SACRAMENTO (CA)
The Mercury News [San Jose CA]
May 31, 2023
By John Woolfolk
After Pennsylvania authorities issued a bombshell report in 2018 detailing widespread sexual abuse of children and coverup in the Roman Catholic church, California’s attorney general invited victims here to share their stories. The next year, the state subpoenaed half of California’s Roman Catholic dioceses.
What California authorities have learned since remains a mystery.
And for victims of long-ago abuse seeking justice in the courts while the state’s dioceses increasingly seek bankruptcy protection, the silence is a growing aggravation — especially as other states, notably Illinois and Maryland, recently issued their own reports, revealing a devastating past of abuse by hundreds of clergy of thousands of children.

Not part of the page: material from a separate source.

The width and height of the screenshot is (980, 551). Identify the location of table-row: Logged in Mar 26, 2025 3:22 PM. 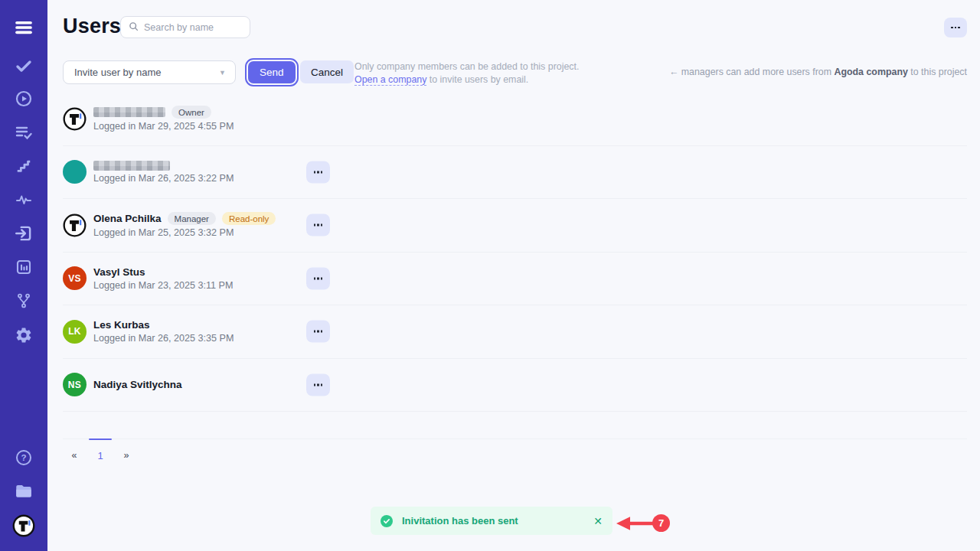
(514, 173).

“The public deserves to know what you have already uncovered,” SNAP, the Survivors Network of those Abused by Priests, said in a letter Wednesday to California Attorney General Rob Bonta. “We urge you to release a report, or at least a preliminary report, about what you have found concerning child sexual abuse in the church in California.”

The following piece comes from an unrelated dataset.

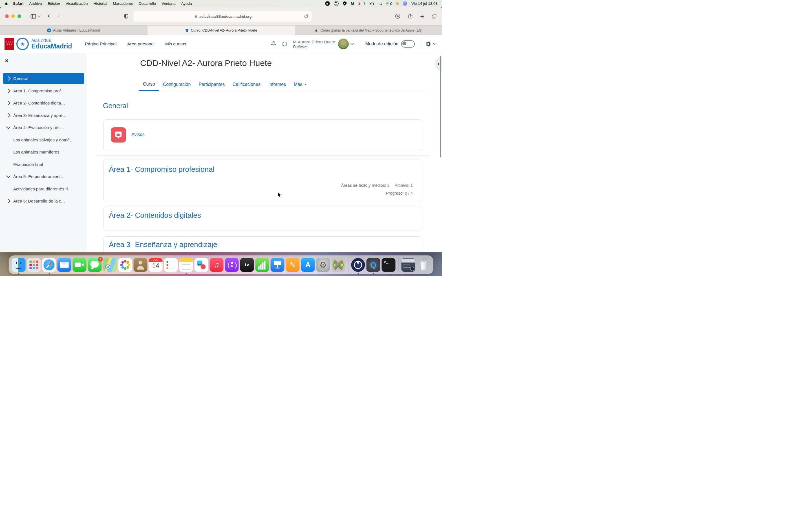 This screenshot has width=812, height=507. What do you see at coordinates (343, 44) in the screenshot?
I see `avatar` at bounding box center [343, 44].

Bonta’s office did not respond Wednesday. The attorney general’s office, which was under Xavier Becerra when the subpoenas were issued in 2019, has for years declined to confirm or deny that an investigation of sex abuse in the Roman Catholic Church is underway.
Like California, the Illinois and Maryland attorney general also began their investigation of Catholic clergy child sex abuse after the 2018 Pennsylvania report, which found more than 300 clerics in multiple dioceses had abused more than 1,000 children over 70 years.

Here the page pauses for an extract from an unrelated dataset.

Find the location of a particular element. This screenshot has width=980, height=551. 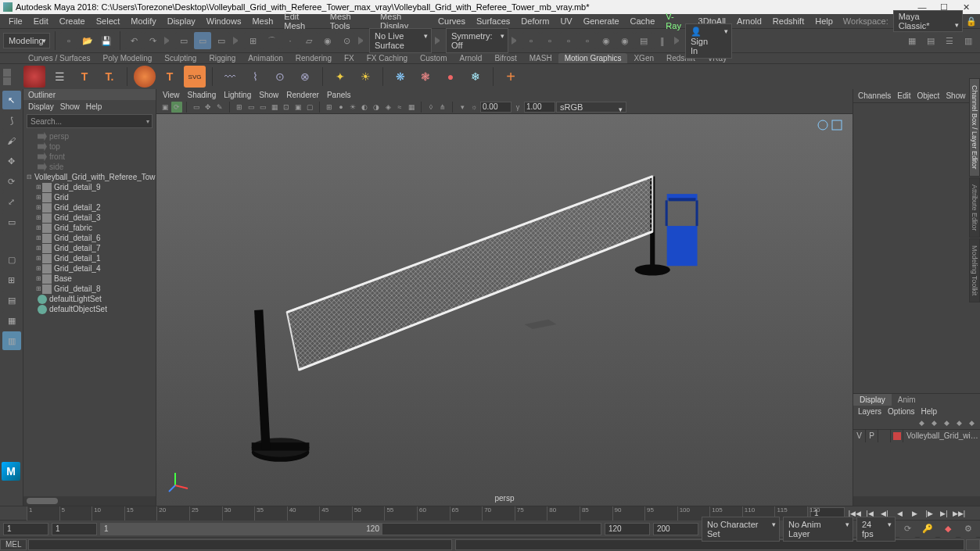

outliner-item: ⊞Grid_detail_2 is located at coordinates (89, 208).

On May 23, Illinois Attorney General Kwame Raoul — who, like Bonta, took over an ongoing probe begun by a predecessor — released a nearly 700-page report on Catholic clergy child sex abuse. At the time its investigation began, only two dioceses had identified 103 credibly accused priests. The report found 451 Catholic clerics and religious brothers had abused at least 1,997 children across the state’s dioceses.
On April 4, Maryland Attorney General Anthony Brown released a report on an investigation begun in 2018 that found 156 Catholic priests and others associated with the Archdiocese of Baltimore had sexually abused more than 600 children over 80 years, often continuing after victims reported the abuse.
Similar probes by other state attorneys general, including in New York, are pending. New York did sue the Diocese of Buffalo in 2020, alleging it protected accused priests by quietly removing them from ministry. Last October, Attorney General Letitia James reached a settlement requiring that diocese to report complaints of clergy sexual abuse through a court-ordered compliance program for five years.
The shocking breadth of the Catholic Church’s sex abuse scandal began to surface through lawsuits and law enforcement reports across the country and around the world in the 1980s and 1990s, before erupting in 2002 following reports in the Boston Globe about widespread clergy sex abuse in the Archdiocese of Boston.
Later that year, U.S. bishops adopted the the “Dallas Charter” for the protection of children, revised several times since, committing to a “zero tolerance” policy for priests credibly accused of abusing kids, and requiring mandatory reporting to civil authorities.
But dioceses are still confronting waves of litigation over decades-old abuse of children who are now in late middle-age — by clerics who have since died or retired long ago. A California law, AB 218, signed by Gov. Gavin Newsom, allowed older victims to file civil claims over a three-year period from 2020 through 2022 that otherwise would be barred by the statute of limitations.
The law has led to a torrent of lawsuits filed not only against the Catholic Church and other religious organizations, but also youth programs, from sports leagues to the Boy Scouts. According to SNAP, nearly 1,600 cases have been filed against the eight dioceses in northern California, which are being handled in Alameda County Superior Court.
The alleged abuse in those claims involves more than 300 California parishes and 30 parochial high schools. While seven of the eight northern California dioceses have published their own lists of credibly accused clergy, totaling 299 people, SNAP said that the wave of recent lawsuits suggests the total number is likely to be triple that.
Several California dioceses are seeking or considering bankruptcy protection in federal court — Santa Rosa and Oakland have done so, the San Diego Diocese says it will file in November, and Sacramento is considering the option. Bishops say it will produce the fairest settlement of the hundreds of lawsuits they face while allowing dioceses to continue their ministry work.
But SNAP argues the move is aimed at limiting public exposure of how the church handled victims’ complaints, and ultimately, the size of payouts. To that end, the advocacy group argues that a report by the attorney general would benefit abuse victims.
“Survivors will be shortchanged if (dioceses) go bankrupt,” said SNAP treasurer Dan McNevin, a former Corpus Christi Church altar boy in Fremont who received part of an Oakland diocese settlement in 2005. “And all of us will be shortchanged because we won’t get the full information about what went on.”